Two ravens sit on his (Odin’s) shoulders and whisper all the news which they see and hear into his ear; they are called Huginn and Muninn. He sends them out in the morning to fly around the whole world, and by breakfast they are back again. Thus, he finds out many new things and this is why he is called ‘raven-god’ (hrafnaguð).
This is my preferred way of debugging clojure. It's a couple of simple tricks wrapped in some functions for ergonomics and terseness.
You can add this to a specific project, or like I do, add it to your
global :user
profile.
Specific project: foo/project.clj
(defproject foo ,,,
:profiles {:dev {:dependencies [[madstap/hugin "0.1.5"]]}})
Globally: ~/.lein/profiles.clj
{:user {:plugins [,,,], :dependencies [[madstap/hugin "0.1.5"]]}}
Then use it in your namespace:
(ns foo.core
(:require
;; TODO: Remove this before committing.
[hugin.dbg :as dbg]))
A name that ends with a <
is meant to be wrapped around an expression,
intercepting the value returned while not changing the
meaning of the wrapped expression.
A name that ends in <-
is the same, but with the arguments reversed so
it can be used from inside the ->
macro.
All functions with a <
suffix has a <-
equivalent.
dbg/p<
and dbg/p<-
prints using prn
.
dbg/pp<
and dbg/pp<-
uses clojure.pprint/pprint
.
dbg/p<
and dbg/pp<
can take an optional message as the first argument,
so that if you have multiple expressions that you want printed you can distinguish
between them.
The dbg/println-debugger
function takes a printing function and returns a
function like dbg/p<
, so you can make your own.
There's an atom called dbg/a
with some functions wrapping it, for when printing
just isn't enough. It contains a map, so you can collect multiple
values at the same time.
dbg/a<
works like dbg/p<
only it puts stuff inside the atom.
In the same way dbg/p<
has the signature ([x] [msg x])
, dbg/a<
has the signature ([x] [k x])
. The k
is the key at which it will put
the value in the map inside dbg/a
, and if you don't supply any it'll
default to ::dbg/default
.
For getting the values out again, there's the dbg/a>
function. If call it
with no arguments, it'll get the value at ::dbg/default
, and if you supply
a key, it'll return the value at that key. You can also supply multiple keys,
in which case it'll return a tuple of values.
The important difference between using dbg/a>
and accessing the atom directly
is when there's no value at k
. dbg/a>
will return ::dbg/nothing
instead of
nil
, to distinguish between the value being nil
and the function not
getting called at all.
There's also aconj<
which will put the value at k
inside a vector. When
called again with the same k
it will add the value to the end of that vector.
This is useful for collecting a series of values, from inside a looping
construct or similar.
dbg/nuke
will clean out the contents of the atom,
for when you want to start over.
dbg/ppre
returns a hiccup :pre tag with it's argument pretty printed inside.
def<
(signature ([name] [name expr])
) is like the inline def
technique,
but it doesn't otherwise change the meaning of the code. If called with only
a name it defines a global with the same value as the local.
Copyright © 2017 Aleksander Madland Stapnes
Distributed under the Eclipse Public License either version 1.0 or (at your option) any later version.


Aim of the exercise:
Copy out the entries word for word, leaving images aside.

[Referring expression grounding data]

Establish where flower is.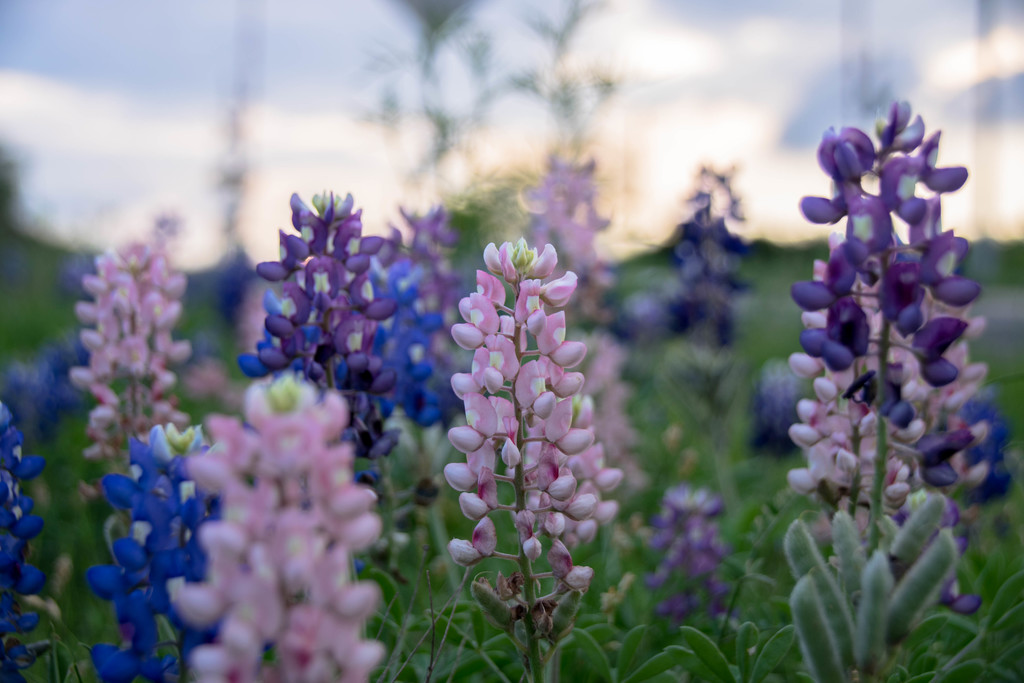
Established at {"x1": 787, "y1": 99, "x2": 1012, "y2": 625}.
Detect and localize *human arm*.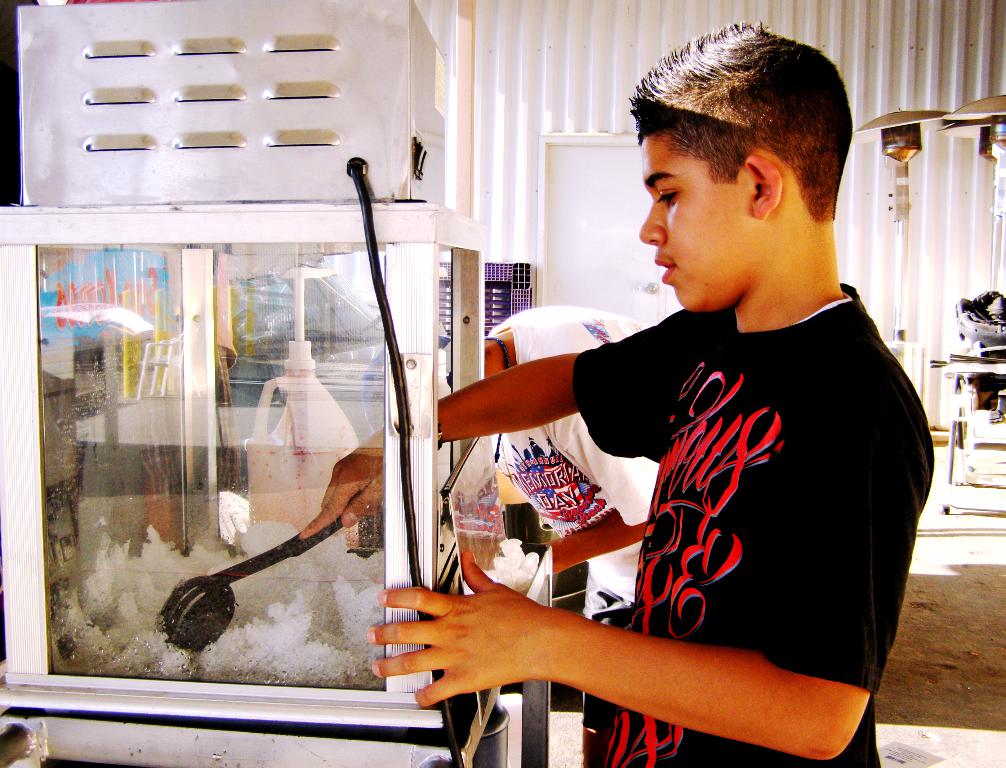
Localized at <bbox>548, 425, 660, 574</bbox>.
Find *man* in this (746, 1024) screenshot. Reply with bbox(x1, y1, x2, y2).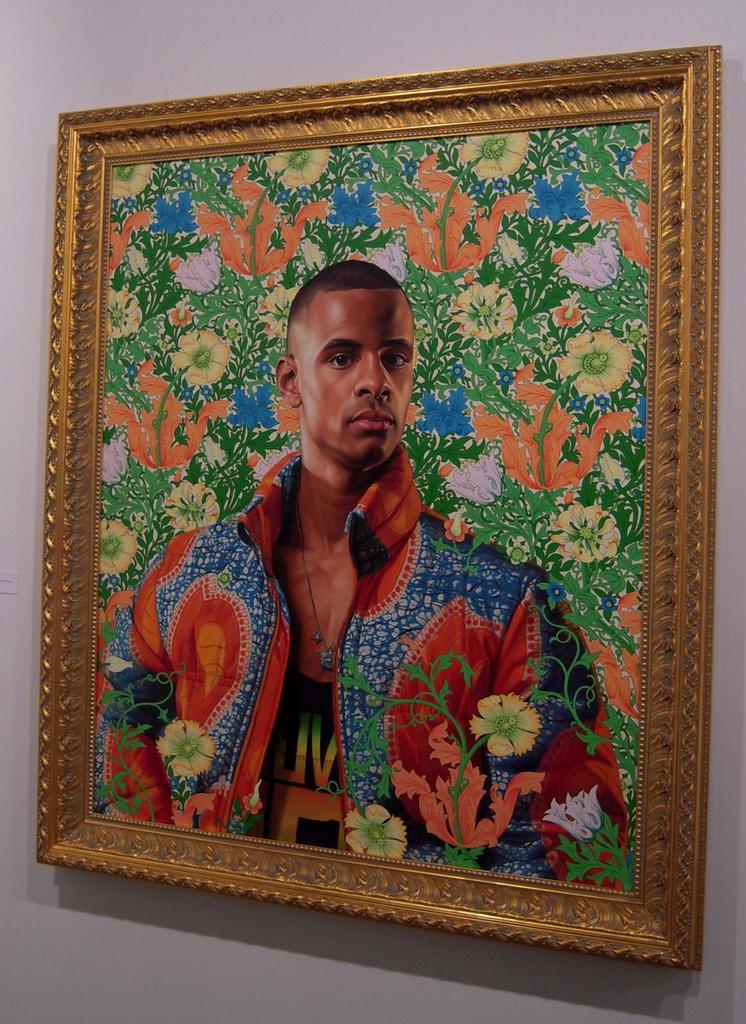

Task result:
Establish where flower is.
Established at {"x1": 787, "y1": 99, "x2": 1012, "y2": 625}.
Detect and localize *human arm*.
Localized at <bbox>548, 425, 660, 574</bbox>.
Find *man* in this (746, 1024) screenshot. Reply with bbox(x1, y1, x2, y2).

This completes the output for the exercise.